The report makes the following recommendations to educators, policymakers, and parents for ending the inappropriate use of tests in kindergarten:

1. Use alternatives to standardized assessments in kindergarten, such as teacher observations and assessment of children’s work. Educate teachers in the use of these alternatives and in the risks and limitations of standardized testing of young children.

2. Do not make important decisions about young children, their teachers, or their schools based solely or primarily on standardized test scores.

[1] http://voices.washingtonpost.com/class-struggle/2009/03/extra_credit_dam...
[2] http://www.themotherhood.com/post.php?sid=339832
[3] http://www.dailynewstribune.com/news/x1537600536/Waltham-educators-not-h...
[4] http://uktlv.org/about.html
[5] http://www.journal-news.com/blogs/content/shared-gen/blogs/dayton/lakota...

4 comments:

  1. I am now studying to be an elementary teacher and observing classrooms and seeing the different ways different schools and teachers work has been very educational to me. I agree that early high-stake testing could harm a child. When a child first starts school they are scared out of their minds, even if they are excited to finally be able to go to school and if you start making them take tests instead of letting them learn with hands-on activities then they are going to begin to hate school quickly. For kindergarteners, first-graders, and second-graders learning needs to be especially fun for them so that they will continue to want to come to school. We need to make learning a positive thing instead of a nerve-racking experience.

    ReplyDelete
  2. Anonymous12:26 PM

    It is now obvious that an entire generation of youth is going to have to be sacrificed at the Corporate Altar in order to discredit Gates and his Corporate Army.

    These will be lives down the drain,
    by the millions.

    Perhaps some of those ruined lives will come back in mob form to even the score someday?

    It doesn't matter much to me, since I will have left this earth before this all comes to a head, in a few more decades.

    Clearly, the Corporations have us in their icy, iron grip, and it will take scores of years for America to break free again, if it ever does.

    Right now, Obama looks like a Corporatist.

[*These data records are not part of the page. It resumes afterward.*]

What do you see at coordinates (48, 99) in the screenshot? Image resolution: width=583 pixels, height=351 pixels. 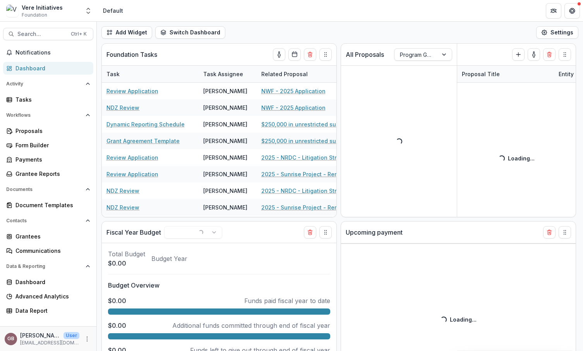 I see `a: Tasks` at bounding box center [48, 99].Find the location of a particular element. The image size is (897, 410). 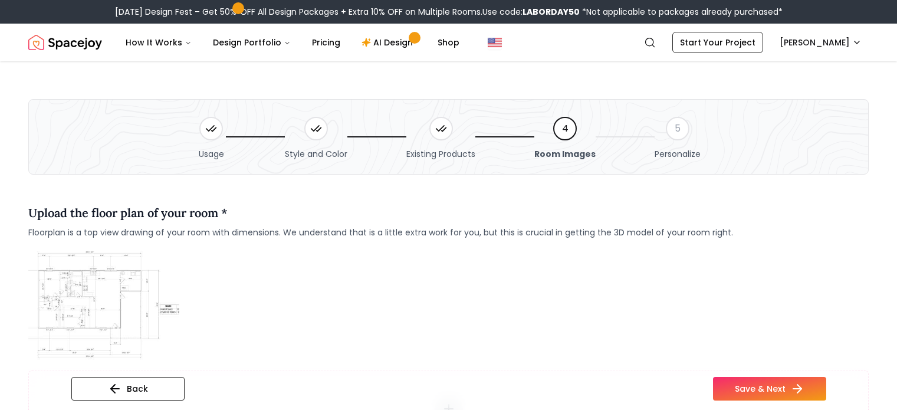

    And THAT looks like the future.

    -nikto

    ReplyDelete
  3. Beverly Hines8:27 PM

    I think that Kindergarten testing is way out of control. Pre-K and Kindergarten should be more about learning how to be sociable and how to interact in the school setting. Learning can be incorporated into that so the students are learning as they are playing and exploring together. It is evident and research has shown that students need to learn social skills and how to interact with other students. Some children come from home with little or no exposure to other kids. Time should be given for them to adjust to the changes of having to share attention and objects as well as being away from their parents. Focusing on high stakes testing at such an early age is not in the best interst of the child.

    ReplyDelete
  4. I feel that testing at such a young age is completly ridiculous. The stress that is involved in testing is too overwhelming for a a Kindergartener or even first grade. School at that age should be a positive experience that makes the children want to come back each day.